Imagine It Forward: Courage, Creativity, and the Power of Change
Description:
From one of today’s foremost innovation leaders, an inspiring and practical guide to mastering change in the face of relentless uncertainty.
The world will never be slower than it is right now, says Beth Comstock, the former Vice Chair and head of marketing and innovation at GE. But confronting the relentless pace of change is hard. Employees get downsized; companies find themselves disrupted as challengers steal away customers. To thrive in today’s world, every one of us has to become a change-maker.
In Imagine It Forward, Comstock shares lessons from a thirty year career as the change-maker in chief, on spotting trends and driving innovation. In a candid and deeply personal narrative, Beth describes her successes and failures from the front lines of business, across industries ranging from media to health, energy to manufacturing, finance to the Industrial Internet. As the woman who spearheaded Ecomagination, and GE’s famed FastWorks methodology, she helped to turn a process-heavy, risk-averse culture, to one that increasingly embraced transparency, adaptability, iteration, and discovery.She shows how each one of us can -- in fact, must -- become a “change maker”—an instigator of change –by giving ourselves permission to imagine a better way.
For Comstock, the concept of being “change ready” calls for the courage to defy convention, the resilience to overcome doubts, and the savvy to know when to go around corporate gatekeepers to reinvent what is possible. It means being willing to move forward without having all the answers, while recognizing that inevitably there will be tension and conflict. It requires an uncompromising faith in experimentation, and a belief that disruption is something you engage, not simply respond to.
Among the practical takeaways Comstock offers in Imagine It Forward:
·Give yourself permission. Every change maker must learn to give herself permission to push outside expectations and boundaries.
·The power of discovery. Discovery is the process of bringing the outside into your organization. It is about infusing yourself and your team with a spirit of inquiry and curiosity, turning the world into a classroom.
·Find a “Spark.’ Bring in provocateurs to challenge established ways of thinking; they can be a powerful catalyst for change.
·Story Craft. Strategy is a story well told. To innovate successfully, you have to craft a new narrative about what the organization stands for in order to change how people think and act.
“Ideas are rarely the problem,” writes Comstock. “What holds all of us back, really—is fear. It’s the attachment to the old, to ‘What We Know.’”
Confronting today’s accelerating change requires an extraordinary degree of problem-solving, collaboration, and forward-thinking leadership to unlock everyone’s potential. Imagine It Forward masterfully points the way.
The world will never be slower than it is right now, says Beth Comstock, the former Vice Chair and head of marketing and innovation at GE. But confronting the relentless pace of change is hard. Employees get downsized; companies find themselves disrupted as challengers steal away customers. To thrive in today’s world, every one of us has to become a change-maker.
In Imagine It Forward, Comstock shares lessons from a thirty year career as the change-maker in chief, on spotting trends and driving innovation. In a candid and deeply personal narrative, Beth describes her successes and failures from the front lines of business, across industries ranging from media to health, energy to manufacturing, finance to the Industrial Internet. As the woman who spearheaded Ecomagination, and GE’s famed FastWorks methodology, she helped to turn a process-heavy, risk-averse culture, to one that increasingly embraced transparency, adaptability, iteration, and discovery.She shows how each one of us can -- in fact, must -- become a “change maker”—an instigator of change –by giving ourselves permission to imagine a better way.
For Comstock, the concept of being “change ready” calls for the courage to defy convention, the resilience to overcome doubts, and the savvy to know when to go around corporate gatekeepers to reinvent what is possible. It means being willing to move forward without having all the answers, while recognizing that inevitably there will be tension and conflict. It requires an uncompromising faith in experimentation, and a belief that disruption is something you engage, not simply respond to.
Among the practical takeaways Comstock offers in Imagine It Forward:
·Give yourself permission. Every change maker must learn to give herself permission to push outside expectations and boundaries.
·The power of discovery. Discovery is the process of bringing the outside into your organization. It is about infusing yourself and your team with a spirit of inquiry and curiosity, turning the world into a classroom.
·Find a “Spark.’ Bring in provocateurs to challenge established ways of thinking; they can be a powerful catalyst for change.
·Story Craft. Strategy is a story well told. To innovate successfully, you have to craft a new narrative about what the organization stands for in order to change how people think and act.
“Ideas are rarely the problem,” writes Comstock. “What holds all of us back, really—is fear. It’s the attachment to the old, to ‘What We Know.’”
Confronting today’s accelerating change requires an extraordinary degree of problem-solving, collaboration, and forward-thinking leadership to unlock everyone’s potential. Imagine It Forward masterfully points the way.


**Exercise prompt**
Every line between the one containing "Identify the location" and the last line of the data, both included, is to be set down exactly, and pictures are to be omitted.

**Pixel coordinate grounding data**
- - -

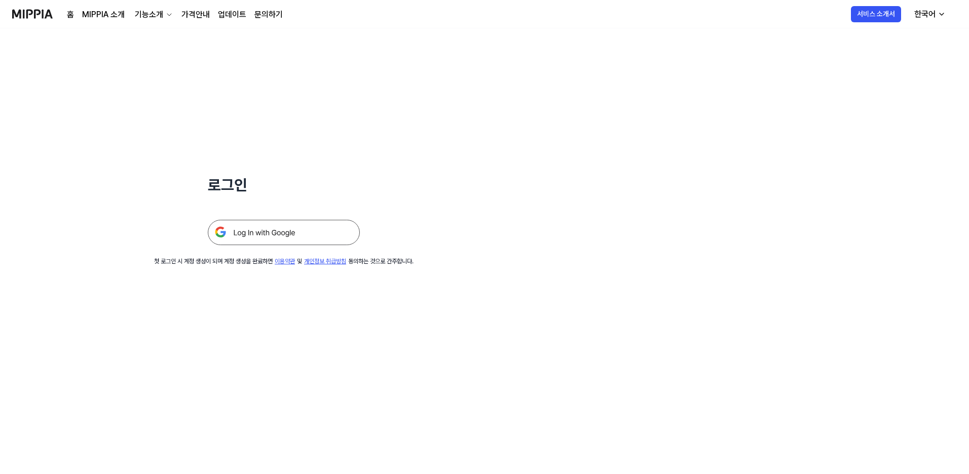 This screenshot has height=474, width=969. Describe the element at coordinates (149, 15) in the screenshot. I see `div: 기능소개` at that location.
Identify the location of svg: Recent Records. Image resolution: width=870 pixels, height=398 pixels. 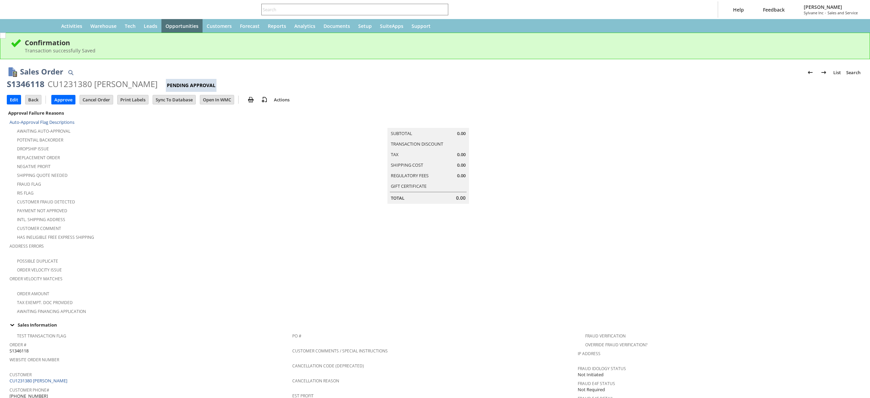
(16, 26).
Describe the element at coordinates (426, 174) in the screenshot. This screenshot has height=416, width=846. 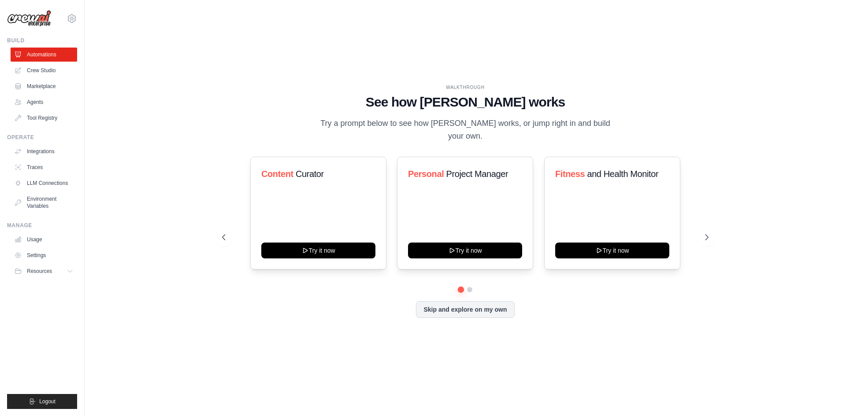
I see `span: Personal` at that location.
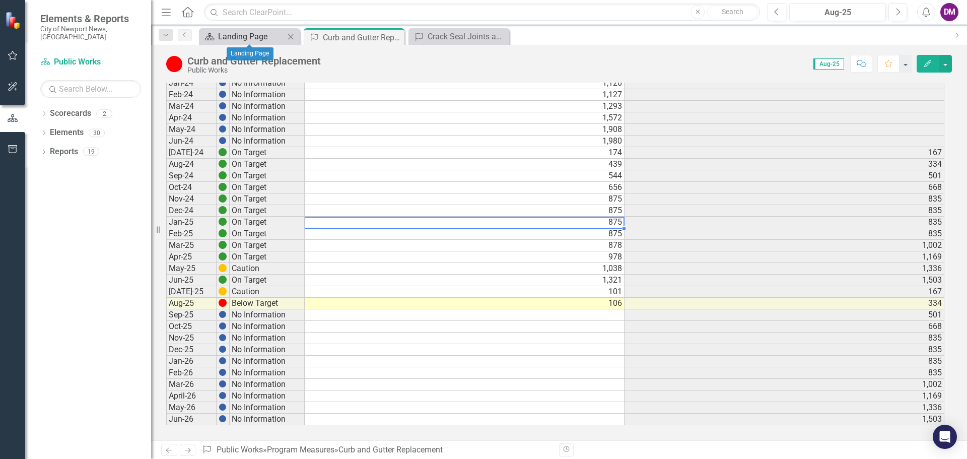 The width and height of the screenshot is (967, 459). Describe the element at coordinates (191, 130) in the screenshot. I see `td: May-24` at that location.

- - -

**Solution to the exercise**
Identify the location of svg: Recent Records. Image resolution: width=870 pixels, height=398 pixels. 
(16, 26).
Describe the element at coordinates (426, 174) in the screenshot. This screenshot has height=416, width=846. 
I see `span: Personal` at that location.
 The width and height of the screenshot is (967, 459). Describe the element at coordinates (191, 130) in the screenshot. I see `td: May-24` at that location.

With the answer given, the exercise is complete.